Police have yet to say whether they believe foul play is involved in Emerson's disappearance — only that they have no evidence to support that conclusion.

"Meredith's middle name is Hope, and that's exactly what God grants us," said Peggy Bailey, Emerson's godmother, who is acting as the family spokeswoman and was at the search site Thursday.

Bailey said Emerson's parents were alarmed when they heard that a man was seen with her just before she disappeared.

Emerson's friends described her as fit and familiar with the outdoors. Martial arts practice and hiking a couple of times a week put her 5-foot 4-inch, 120-pound frame into wiry shape.

"She's athletic, very athletic," said her roommate, Julia Karrenbauer. "She runs all the time, walks all the time, hikes all the time. If faced with a situation, I'd be confident in her abilities."

But Emerson's athleticism led some of her friends to fear the worst — that if she was just lost or hurt, she would have made it off the mountain or been found by Thursday afternoon.

"Best-case scenario, she's not on that mountain," said Chris Hendley, her former boss from The Arena at Gwinnett Center. "Most of us are certain she's not lost."

Emerson went hiking with her dog about 11 a.m. Tuesday on the six-mile-long trail, police said.

Before Hilton was connected to the case, several people told investigators they saw her with a gray- or silver-haired man who had a backpack and wore a yellow jacket with black elbow patches and stripes, Verdone said. Police say Hilton is about 5 foot 10 inches tall and weighs 160 pounds.

In addition to Emerson's water bottle and the dog leash, searchers also found a police baton of some sort, but it hasn't been tied to Emerson's disappearance.

On Thursday, volunteers who knew the 20,000-acre park and its mountains best and could give medical attention were sent out first in "hasty teams," said 1st Lt. Brad Niebrand of the Union County Fire Department.

By noon Thursday, about 100 people had assembled at the state park's visitors center, hoping to assist with the search. Old Army fatigues mixed with hunter's camouflage among the assembled volunteers.

Most didn't know Emerson personally. People brought their dogs, hoping to find a scent. Some who showed up in jeans and light jackets were turned away.

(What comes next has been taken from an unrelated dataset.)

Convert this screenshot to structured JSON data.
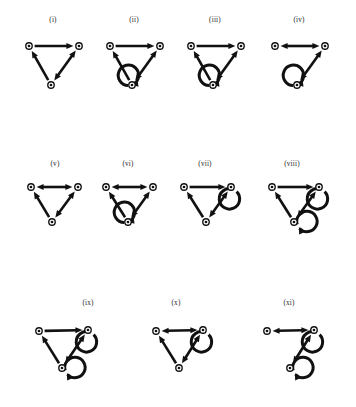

The mountain was cold New Year's Day and colder Thursday morning.

Atlanta set a record low for Jan. 3; law enforcement officers estimated the temperature on Blood Mountain dropped below zero on Wednesday night, and similar temperatures were expected Thursday night.

"It's a very difficult trail, especially when it's covered with snow," Verdone said, noting that the area got 1 to 1 1/2 inches overnight.

As dusk approached, some grumbling emerged from those still at the bottom of the mountain who had not been rounded up into a search team.

But law enforcement officials initially wanted to give the heat-sensing equipment on the Georgia Bureau of Investigation helicopter a chance to work without the confusion of other warm bodies on the mountain, Niebrand said.

Later in the day, officers expressed concern about potentially losing someone else on the mountain during the search. The scale of the search was unprecedented, Niebrand said.

Volunteers were eventually replaced by a team of 18 officers from Gwinnett County, who planned to use dogs to continue the search after dark, Niebrand said. It took hours just to pull the volunteer search teams from the mountain.

Some of them were "pretty deep in there," Niebrand said.

Meanwhile, miles away, authorities investigating the presumed double murder of an elderly North Carolina couple were closely following the search for Emerson.

In that case, a surveillance video at a bank in Ducktown, Tenn. — about an hour away from where Emerson was last seen — captured someone wearing a yellow jacket using the couple's ATM card on Oct. 22.

Nothing else is known about the suspect, Young said.

"Right now we don't see a correlation, but the yellow jacket certainly raised a flag," he said. "They call these things clues."

The search for Emerson will continue today. Anyone with information on the case is asked to call the Union County Sheriff's Office at 706-439-6066.

— AJC staff writers Ken Sugiura, Christian Boone and Brandy Wilson and researcher Sharon Gaus contributed to this story.